Vagrant is used to create virtual machines according to the specification in the Vagrantfile. These machines are then provisioned using ansible playbooks to form a Kubernetes cluster, NFS server and load balancer. The architecture is similar to this diagram.

Example architecture with 3 control-plane nodes

Note that the default configuration only has a single control-plane node.

Options

There are multiple ways to configure the vagrant cluster. This section describes some of the possibilities, but by no means all of them.

Check the examples folder for some example configurations. It contains inventory files ending with .ini and vagrant files starting with Vagrantfile. If you wish to try one of the examples, replace the Vagrantfile with the example vagrant file (e.g. mv examples/Vagrantfile.ha Vagrantfile). It is already configured to use the corresponding example inventory.

Operating system

You can choose between Ubuntu and CentOS as operating system for the nodes. Simply uncomment the vagrant box you want to use in the Vagrantfile:

config.vm.box = "generic/centos9s"
# config.vm.box = "generic/ubuntu2204"

OR add the box in the hosts hash (see worker2 and worker3):

hosts = {
    "control-plane1" => { "memory" => 1536, "ip" => "192.168.10.10"},
    "worker1" => { "memory" => 1536, "ip" => "192.168.10.30"},
    "worker2" => { "memory" => 1536, "ip" => "192.168.10.31", "box" => "generic/ubuntu2204"},
    "worker3" => { "memory" => 1024, "ip" => "192.168.10.32", "box" => "generic/ubuntu2204"},
    "nfs" => { "memory" => 512, "ip" => "192.168.10.20"}
}

High availability control plane

The provided playbooks support setting up a HA control plane for kubernetes. You will need at least three control-plane nodes configured both in the Vagrantfile and in the inventory file. Additionally, you probably want to set up an external client instead of relying on one of the control-plane machines for talking to the API. You can for example use the nfs/loadbalancer machine. See examples/ha.ini and examples/Vagrantfile.ha for an example on how to configure this.

Ops Scenarios

A number of scenarios with instructions and commands are available in the scenarios folder.

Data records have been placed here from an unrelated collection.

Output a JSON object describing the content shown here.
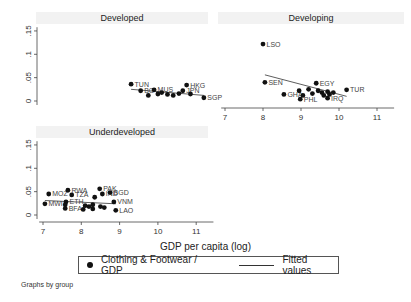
{
  "chart_data": {
    "type": "scatter",
    "layout": "faceted by group (3 panels), shared axes",
    "xlabel": "GDP per capita (log)",
    "ylabel": "",
    "xlim": [
      6.9,
      11.5
    ],
    "ylim": [
      -0.005,
      0.16
    ],
    "xticks": [
      7,
      8,
      9,
      10,
      11
    ],
    "yticks": [
      0,
      0.05,
      0.1,
      0.15
    ],
    "ytick_labels": [
      "0",
      ".05",
      ".1",
      ".15"
    ],
    "grid": false,
    "legend": {
      "position": "bottom",
      "entries": [
        "Clothing & Footwear / GDP",
        "Fitted values"
      ]
    },
    "note": "Graphs by group",
    "panels": [
      {
        "title": "Developed",
        "points": [
          {
            "label": "TUN",
            "x": 9.3,
            "y": 0.036
          },
          {
            "label": "BG",
            "x": 9.55,
            "y": 0.022
          },
          {
            "label": "MUS",
            "x": 9.9,
            "y": 0.024
          },
          {
            "label": "",
            "x": 9.75,
            "y": 0.012
          },
          {
            "label": "",
            "x": 10.0,
            "y": 0.015
          },
          {
            "label": "",
            "x": 10.1,
            "y": 0.018
          },
          {
            "label": "",
            "x": 10.25,
            "y": 0.014
          },
          {
            "label": "",
            "x": 10.4,
            "y": 0.012
          },
          {
            "label": "",
            "x": 10.55,
            "y": 0.016
          },
          {
            "label": "HKG",
            "x": 10.75,
            "y": 0.034
          },
          {
            "label": "JPN",
            "x": 10.65,
            "y": 0.022
          },
          {
            "label": "",
            "x": 10.85,
            "y": 0.015
          },
          {
            "label": "SGP",
            "x": 11.2,
            "y": 0.007
          }
        ],
        "fit": {
          "x": [
            9.3,
            11.2
          ],
          "y": [
            0.025,
            0.012
          ]
        }
      },
      {
        "title": "Developing",
        "points": [
          {
            "label": "LSO",
            "x": 8.0,
            "y": 0.122
          },
          {
            "label": "SEN",
            "x": 8.05,
            "y": 0.04
          },
          {
            "label": "GHA",
            "x": 8.55,
            "y": 0.014
          },
          {
            "label": "EGY",
            "x": 9.4,
            "y": 0.038
          },
          {
            "label": "TUR",
            "x": 10.2,
            "y": 0.024
          },
          {
            "label": "",
            "x": 8.95,
            "y": 0.022
          },
          {
            "label": "",
            "x": 9.05,
            "y": 0.012
          },
          {
            "label": "PHL",
            "x": 8.98,
            "y": 0.004
          },
          {
            "label": "",
            "x": 9.2,
            "y": 0.025
          },
          {
            "label": "",
            "x": 9.3,
            "y": 0.016
          },
          {
            "label": "",
            "x": 9.45,
            "y": 0.022
          },
          {
            "label": "",
            "x": 9.55,
            "y": 0.018
          },
          {
            "label": "",
            "x": 9.6,
            "y": 0.012
          },
          {
            "label": "",
            "x": 9.7,
            "y": 0.02
          },
          {
            "label": "",
            "x": 9.75,
            "y": 0.014
          },
          {
            "label": "",
            "x": 9.85,
            "y": 0.018
          },
          {
            "label": "IRQ",
            "x": 9.7,
            "y": 0.006
          }
        ],
        "fit": {
          "x": [
            8.05,
            10.2
          ],
          "y": [
            0.056,
            0.01
          ]
        }
      },
      {
        "title": "Underdeveloped",
        "points": [
          {
            "label": "MOZ",
            "x": 7.15,
            "y": 0.045
          },
          {
            "label": "MWI",
            "x": 7.05,
            "y": 0.024
          },
          {
            "label": "RWA",
            "x": 7.65,
            "y": 0.053
          },
          {
            "label": "TZA",
            "x": 7.75,
            "y": 0.043
          },
          {
            "label": "ETH",
            "x": 7.6,
            "y": 0.028
          },
          {
            "label": "",
            "x": 7.58,
            "y": 0.022
          },
          {
            "label": "BFA",
            "x": 7.58,
            "y": 0.014
          },
          {
            "label": "",
            "x": 8.05,
            "y": 0.012
          },
          {
            "label": "",
            "x": 8.1,
            "y": 0.02
          },
          {
            "label": "",
            "x": 8.2,
            "y": 0.018
          },
          {
            "label": "",
            "x": 8.3,
            "y": 0.022
          },
          {
            "label": "",
            "x": 8.35,
            "y": 0.038
          },
          {
            "label": "",
            "x": 8.3,
            "y": 0.013
          },
          {
            "label": "PAK",
            "x": 8.48,
            "y": 0.056
          },
          {
            "label": "IND",
            "x": 8.55,
            "y": 0.045
          },
          {
            "label": "BGD",
            "x": 8.75,
            "y": 0.048
          },
          {
            "label": "",
            "x": 8.5,
            "y": 0.018
          },
          {
            "label": "",
            "x": 8.6,
            "y": 0.016
          },
          {
            "label": "VNM",
            "x": 8.85,
            "y": 0.028
          },
          {
            "label": "LAO",
            "x": 8.9,
            "y": 0.01
          }
        ],
        "fit": {
          "x": [
            7.05,
            8.9
          ],
          "y": [
            0.031,
            0.024
          ]
        }
      }
    ]
  },
  "axis": {
    "y_ticks": [
      "0",
      ".05",
      ".1",
      ".15"
    ],
    "x_ticks": [
      "7",
      "8",
      "9",
      "10",
      "11"
    ],
    "x_label": "GDP per capita (log)"
  },
  "legend": {
    "scatter_label": "Clothing & Footwear / GDP",
    "fit_label": "Fitted values"
  },
  "note": "Graphs by group"
}
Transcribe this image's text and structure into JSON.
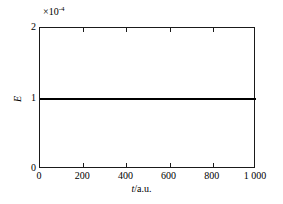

Test application: wordpress

The vagrant environment contains a wordpress deployment to simulate a workload. Add 192.168.10.40 example.com wordpress.example.com to /etc/hosts in order to access wordpress at wordpress.example.com. Or maybe set up dnsmasq to resolve the whole kube-ops domain to the IP address of the ingress controller.

See playbooks/templates/wordpress-values.yaml.j2 for configuration values. The login credentials are kube-ops:p455w0rd at http://wordpress.example.com/wp-admin.

There are a few other components deployed in the cluster as base infrastructure.

Here is a diagram describing how a request flows through the system.

Ingress flow in k8s

The metalLB is configured to use IP addresses from 192.168.10.40 to 192.168.10.50. Since the nginx ingress controller is the first and only application in the cluster with a service of type LoadBalancer, it will get the IP address 192.168.10.40.

The NFS provisioner is responsible for creating persistent volumes from the NFS server. It polls the API server for new persistent volume claims and creates a new volume as soon as it detects a new claim.

Issues to be aware of

  • There is a bug that causes pods to remain in unknown state on nodes that are not ready, if they have volumes attached.
  • Helm does not automatically update repository information. Make sure you get the version you want of all charts, and if needed run helm repo update.
  • Be careful what you wish for: pod disruption budgets won't stop nodes from going down, but they will prevent you from evicting pods!
  • Backing up only etcd data and root certificate is not enough. Old secrets (tokens) will not be valid and cause applications to fail. (Kube-proxy is one example.)
  • Coredns is running on the control-plane at first. This will make all pods loose DNS if/when the control-plane goes down. If the coredns pods are moved to some other node (by killing them after other nodes have joined) all applications will continue to operate normally when the control-plane goes down.
  • Vagrant may occasionally try to run the ansible provisioner for all VMs. If this happens, just Ctrl + C and start it again with vagrant provision. (You'll notice this by looking for duplicate tasks and output.)